We're All Going...

Entry by: Horace

15th April 2021
We rode the rickety bus together, side by side; eager for the journey ahead, all the while marvelling at the unseasonably warm weather, as sultry and humid as our fledgling love. My body conscious of the heat from your thigh pressed against mine, even through the flimsy fabric of my skirt, lighting a fire in me as if two sticks of timber had been rubbed together to coax a spark.

Dust particles bobbed and danced in the sunbeams glancing through the window as if putting on a show for our entertainment. The road beyond, cutting a ribbon through the swathes of purple heather carpeting the moor. So wrapped up in each other, we paid little attention to the other passengers aboard, only dimly aware of new people settling into their seats and others shuffling down the aisle to alight at various pauses along the way, the engine noisily idling as it trundled to a stop.

Occasionally, we’d encounter a pothole along the way, bouncing us almost out of our seats. Each time you’d wink as if to say, “ we made it!”, and our expedition would continue in companionable silence. Outside the torpidity in the air pressed down, unabated. Flying ants, wooed by the brewing tempest, crawled out of the dry earth and whirled by the window like black winged harbingers of doom. A pointillism painting against a soft mauve background. No kettle of boiling water here to douse them as my Mother was wont to do when they surged through the cracks in the garden path.

Soon the cerulean skies gave way to a menacing granite grey as the first plump raindrops slapped against the window, the change in temperature making the fine hairs on your forearms stand erect like iron filings seduced by a magnet. I shivered as a sense of foreboding overcame me as quickly as the opaque sea mist rolling over the moor like a rushing wave unfolding on the shore.

At that moment the bus juddered to a halt, the sound of the hissing brakes and spray from the puddles commingling like an almighty sigh. You touched my face and kissed my cheek as you whispered, “I have to go - this is my stop.”
“But it can’t be. We both bought the same ticket.” My shocked tone belying panic and fear as I clutched at your arm, willing you to stay.
“You don’t even have a coat.”
“ I’ll be ok. Be strong and I’ll see you later.”
Then as you walked towards the doors you turned and mouthed, “I love you.”, and were gone.

I ran to the back of the bus and knelt on the back seat watching as you disappeared from view. A grey shape, shrinking with the distance, blurred by the mist and the salty tears rolling down my face. I cried for what seemed like seconds, minutes, hours, until I gave in to fitful sleep. Waking only when the low evening sun touched my face. The calm after the storm - cool air brushing my tear-stained cheeks. Each mile taking me both further away from, and nearer to you.

My journey carried on alone. Many years later, when my hair was white and my face etched with the furrows of life, I rode that ramshackle bus over the moors again. The driver was the same, he seemed not to have aged in the intervening decades and was still wearing his uniform of white coat and stethoscope. We smiled knowingly in acknowledgement when he said, “Next stop is yours, Miss.” Then I heard the familiar hiss of the brakes as the doors opened and you were waiting for me.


→ **What is required**
Each entry needs to appear again, retyped exactly as it is below.

→ **Records for this exercise**
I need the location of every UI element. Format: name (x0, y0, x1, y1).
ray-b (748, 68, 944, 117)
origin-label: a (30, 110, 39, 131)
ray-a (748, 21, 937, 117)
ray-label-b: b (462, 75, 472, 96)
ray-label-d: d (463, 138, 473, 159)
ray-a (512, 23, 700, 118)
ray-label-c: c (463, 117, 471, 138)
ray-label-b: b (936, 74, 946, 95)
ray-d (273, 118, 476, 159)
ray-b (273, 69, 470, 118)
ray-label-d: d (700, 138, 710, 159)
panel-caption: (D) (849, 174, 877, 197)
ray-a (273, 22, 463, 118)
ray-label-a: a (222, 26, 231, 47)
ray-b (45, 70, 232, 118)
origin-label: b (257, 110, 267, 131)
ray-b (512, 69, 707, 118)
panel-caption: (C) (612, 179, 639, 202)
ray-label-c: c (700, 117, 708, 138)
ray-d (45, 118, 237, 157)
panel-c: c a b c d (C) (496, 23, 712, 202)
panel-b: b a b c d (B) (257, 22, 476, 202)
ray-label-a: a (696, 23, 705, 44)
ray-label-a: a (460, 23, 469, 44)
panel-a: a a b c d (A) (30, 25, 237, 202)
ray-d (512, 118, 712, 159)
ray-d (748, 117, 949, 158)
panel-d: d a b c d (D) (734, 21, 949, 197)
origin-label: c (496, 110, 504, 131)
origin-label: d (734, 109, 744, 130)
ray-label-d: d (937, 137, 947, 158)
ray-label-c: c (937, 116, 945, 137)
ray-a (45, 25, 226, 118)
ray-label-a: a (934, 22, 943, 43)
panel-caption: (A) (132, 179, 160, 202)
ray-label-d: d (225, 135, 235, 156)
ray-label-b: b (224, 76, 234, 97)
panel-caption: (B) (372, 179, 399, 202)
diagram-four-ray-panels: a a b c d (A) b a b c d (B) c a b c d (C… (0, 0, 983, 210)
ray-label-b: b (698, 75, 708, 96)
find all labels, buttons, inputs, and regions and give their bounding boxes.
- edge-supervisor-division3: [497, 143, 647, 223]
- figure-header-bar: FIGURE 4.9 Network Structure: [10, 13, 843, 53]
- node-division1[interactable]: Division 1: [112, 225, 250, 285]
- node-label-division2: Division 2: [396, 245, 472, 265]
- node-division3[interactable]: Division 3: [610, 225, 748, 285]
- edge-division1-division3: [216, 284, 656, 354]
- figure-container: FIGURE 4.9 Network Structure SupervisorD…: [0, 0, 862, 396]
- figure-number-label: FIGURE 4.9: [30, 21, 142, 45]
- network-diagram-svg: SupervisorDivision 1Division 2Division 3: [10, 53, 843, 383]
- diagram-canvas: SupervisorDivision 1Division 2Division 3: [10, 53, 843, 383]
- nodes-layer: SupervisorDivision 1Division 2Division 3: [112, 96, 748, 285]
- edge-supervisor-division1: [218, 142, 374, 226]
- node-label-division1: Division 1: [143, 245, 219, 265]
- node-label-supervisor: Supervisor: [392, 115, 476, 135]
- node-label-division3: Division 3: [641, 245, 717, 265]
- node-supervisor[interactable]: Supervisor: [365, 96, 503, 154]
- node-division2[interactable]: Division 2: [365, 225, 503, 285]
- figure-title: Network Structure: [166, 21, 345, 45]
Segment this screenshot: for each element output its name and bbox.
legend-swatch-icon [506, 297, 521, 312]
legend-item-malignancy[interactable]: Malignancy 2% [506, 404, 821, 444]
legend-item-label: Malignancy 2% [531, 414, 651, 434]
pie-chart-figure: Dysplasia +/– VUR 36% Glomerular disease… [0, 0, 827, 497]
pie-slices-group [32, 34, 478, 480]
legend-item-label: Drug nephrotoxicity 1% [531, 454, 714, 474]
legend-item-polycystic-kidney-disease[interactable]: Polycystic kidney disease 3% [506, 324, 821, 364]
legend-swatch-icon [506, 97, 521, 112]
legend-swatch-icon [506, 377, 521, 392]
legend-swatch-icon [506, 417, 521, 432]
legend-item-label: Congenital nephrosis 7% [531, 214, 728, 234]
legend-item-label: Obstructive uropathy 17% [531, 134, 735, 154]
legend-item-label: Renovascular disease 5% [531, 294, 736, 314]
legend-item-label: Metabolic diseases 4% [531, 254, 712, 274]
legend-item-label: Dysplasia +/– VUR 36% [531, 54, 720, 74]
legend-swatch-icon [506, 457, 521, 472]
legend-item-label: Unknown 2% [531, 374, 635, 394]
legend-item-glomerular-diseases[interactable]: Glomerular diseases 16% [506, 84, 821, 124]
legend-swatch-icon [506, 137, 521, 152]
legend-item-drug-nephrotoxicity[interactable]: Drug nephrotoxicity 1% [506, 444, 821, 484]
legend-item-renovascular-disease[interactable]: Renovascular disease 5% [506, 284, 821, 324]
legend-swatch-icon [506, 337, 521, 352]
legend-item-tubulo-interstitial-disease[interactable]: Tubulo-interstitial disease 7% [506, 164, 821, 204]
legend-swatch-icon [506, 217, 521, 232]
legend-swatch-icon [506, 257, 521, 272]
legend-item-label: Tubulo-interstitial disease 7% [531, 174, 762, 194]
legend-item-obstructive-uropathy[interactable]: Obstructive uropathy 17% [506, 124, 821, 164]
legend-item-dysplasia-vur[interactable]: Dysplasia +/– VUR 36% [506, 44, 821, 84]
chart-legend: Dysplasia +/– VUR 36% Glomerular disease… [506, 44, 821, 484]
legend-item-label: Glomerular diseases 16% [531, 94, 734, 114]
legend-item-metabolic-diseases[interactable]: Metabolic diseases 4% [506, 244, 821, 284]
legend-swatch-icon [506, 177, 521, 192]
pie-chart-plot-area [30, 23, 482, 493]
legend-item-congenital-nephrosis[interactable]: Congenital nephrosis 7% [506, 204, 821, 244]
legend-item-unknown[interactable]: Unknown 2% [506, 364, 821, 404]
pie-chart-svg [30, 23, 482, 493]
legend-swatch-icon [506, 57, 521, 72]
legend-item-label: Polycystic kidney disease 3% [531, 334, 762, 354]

→ **The answer**
I need the location of every UI element. Format: name (x0, y0, x1, y1).
ray-b (748, 68, 944, 117)
origin-label: a (30, 110, 39, 131)
ray-a (748, 21, 937, 117)
ray-label-b: b (462, 75, 472, 96)
ray-label-d: d (463, 138, 473, 159)
ray-a (512, 23, 700, 118)
ray-label-c: c (463, 117, 471, 138)
ray-label-b: b (936, 74, 946, 95)
ray-d (273, 118, 476, 159)
ray-b (273, 69, 470, 118)
ray-label-d: d (700, 138, 710, 159)
panel-caption: (D) (849, 174, 877, 197)
ray-a (273, 22, 463, 118)
ray-label-a: a (222, 26, 231, 47)
ray-b (45, 70, 232, 118)
origin-label: b (257, 110, 267, 131)
ray-b (512, 69, 707, 118)
panel-caption: (C) (612, 179, 639, 202)
ray-label-c: c (700, 117, 708, 138)
ray-d (45, 118, 237, 157)
panel-c: c a b c d (C) (496, 23, 712, 202)
panel-b: b a b c d (B) (257, 22, 476, 202)
ray-label-a: a (696, 23, 705, 44)
ray-label-a: a (460, 23, 469, 44)
panel-a: a a b c d (A) (30, 25, 237, 202)
ray-d (512, 118, 712, 159)
ray-d (748, 117, 949, 158)
panel-d: d a b c d (D) (734, 21, 949, 197)
origin-label: c (496, 110, 504, 131)
origin-label: d (734, 109, 744, 130)
ray-label-d: d (937, 137, 947, 158)
ray-label-c: c (937, 116, 945, 137)
ray-a (45, 25, 226, 118)
ray-label-a: a (934, 22, 943, 43)
panel-caption: (A) (132, 179, 160, 202)
ray-label-d: d (225, 135, 235, 156)
ray-label-b: b (224, 76, 234, 97)
panel-caption: (B) (372, 179, 399, 202)
diagram-four-ray-panels: a a b c d (A) b a b c d (B) c a b c d (C… (0, 0, 983, 210)
ray-label-b: b (698, 75, 708, 96)
find all labels, buttons, inputs, and regions and give their bounding boxes.
- edge-supervisor-division3: [497, 143, 647, 223]
- figure-header-bar: FIGURE 4.9 Network Structure: [10, 13, 843, 53]
- node-division1[interactable]: Division 1: [112, 225, 250, 285]
- node-label-division2: Division 2: [396, 245, 472, 265]
- node-division3[interactable]: Division 3: [610, 225, 748, 285]
- edge-division1-division3: [216, 284, 656, 354]
- figure-container: FIGURE 4.9 Network Structure SupervisorD…: [0, 0, 862, 396]
- figure-number-label: FIGURE 4.9: [30, 21, 142, 45]
- network-diagram-svg: SupervisorDivision 1Division 2Division 3: [10, 53, 843, 383]
- diagram-canvas: SupervisorDivision 1Division 2Division 3: [10, 53, 843, 383]
- nodes-layer: SupervisorDivision 1Division 2Division 3: [112, 96, 748, 285]
- edge-supervisor-division1: [218, 142, 374, 226]
- node-label-division1: Division 1: [143, 245, 219, 265]
- node-label-supervisor: Supervisor: [392, 115, 476, 135]
- node-label-division3: Division 3: [641, 245, 717, 265]
- node-supervisor[interactable]: Supervisor: [365, 96, 503, 154]
- node-division2[interactable]: Division 2: [365, 225, 503, 285]
- figure-title: Network Structure: [166, 21, 345, 45]
Segment this screenshot: for each element output its name and bbox.
legend-swatch-icon [506, 297, 521, 312]
legend-item-malignancy[interactable]: Malignancy 2% [506, 404, 821, 444]
legend-item-label: Malignancy 2% [531, 414, 651, 434]
pie-chart-figure: Dysplasia +/– VUR 36% Glomerular disease… [0, 0, 827, 497]
pie-slices-group [32, 34, 478, 480]
legend-item-label: Drug nephrotoxicity 1% [531, 454, 714, 474]
legend-item-polycystic-kidney-disease[interactable]: Polycystic kidney disease 3% [506, 324, 821, 364]
legend-swatch-icon [506, 97, 521, 112]
legend-swatch-icon [506, 377, 521, 392]
legend-swatch-icon [506, 417, 521, 432]
legend-item-label: Congenital nephrosis 7% [531, 214, 728, 234]
legend-item-label: Obstructive uropathy 17% [531, 134, 735, 154]
legend-item-label: Renovascular disease 5% [531, 294, 736, 314]
legend-item-label: Metabolic diseases 4% [531, 254, 712, 274]
legend-item-label: Dysplasia +/– VUR 36% [531, 54, 720, 74]
legend-swatch-icon [506, 457, 521, 472]
legend-item-label: Unknown 2% [531, 374, 635, 394]
legend-item-glomerular-diseases[interactable]: Glomerular diseases 16% [506, 84, 821, 124]
legend-swatch-icon [506, 137, 521, 152]
legend-item-drug-nephrotoxicity[interactable]: Drug nephrotoxicity 1% [506, 444, 821, 484]
legend-item-renovascular-disease[interactable]: Renovascular disease 5% [506, 284, 821, 324]
legend-swatch-icon [506, 337, 521, 352]
legend-item-tubulo-interstitial-disease[interactable]: Tubulo-interstitial disease 7% [506, 164, 821, 204]
legend-swatch-icon [506, 217, 521, 232]
legend-swatch-icon [506, 257, 521, 272]
legend-item-label: Tubulo-interstitial disease 7% [531, 174, 762, 194]
legend-item-obstructive-uropathy[interactable]: Obstructive uropathy 17% [506, 124, 821, 164]
legend-item-dysplasia-vur[interactable]: Dysplasia +/– VUR 36% [506, 44, 821, 84]
chart-legend: Dysplasia +/– VUR 36% Glomerular disease… [506, 44, 821, 484]
legend-item-label: Glomerular diseases 16% [531, 94, 734, 114]
legend-item-metabolic-diseases[interactable]: Metabolic diseases 4% [506, 244, 821, 284]
legend-swatch-icon [506, 177, 521, 192]
pie-chart-plot-area [30, 23, 482, 493]
legend-item-congenital-nephrosis[interactable]: Congenital nephrosis 7% [506, 204, 821, 244]
legend-item-unknown[interactable]: Unknown 2% [506, 364, 821, 404]
pie-chart-svg [30, 23, 482, 493]
legend-swatch-icon [506, 57, 521, 72]
legend-item-label: Polycystic kidney disease 3% [531, 334, 762, 354]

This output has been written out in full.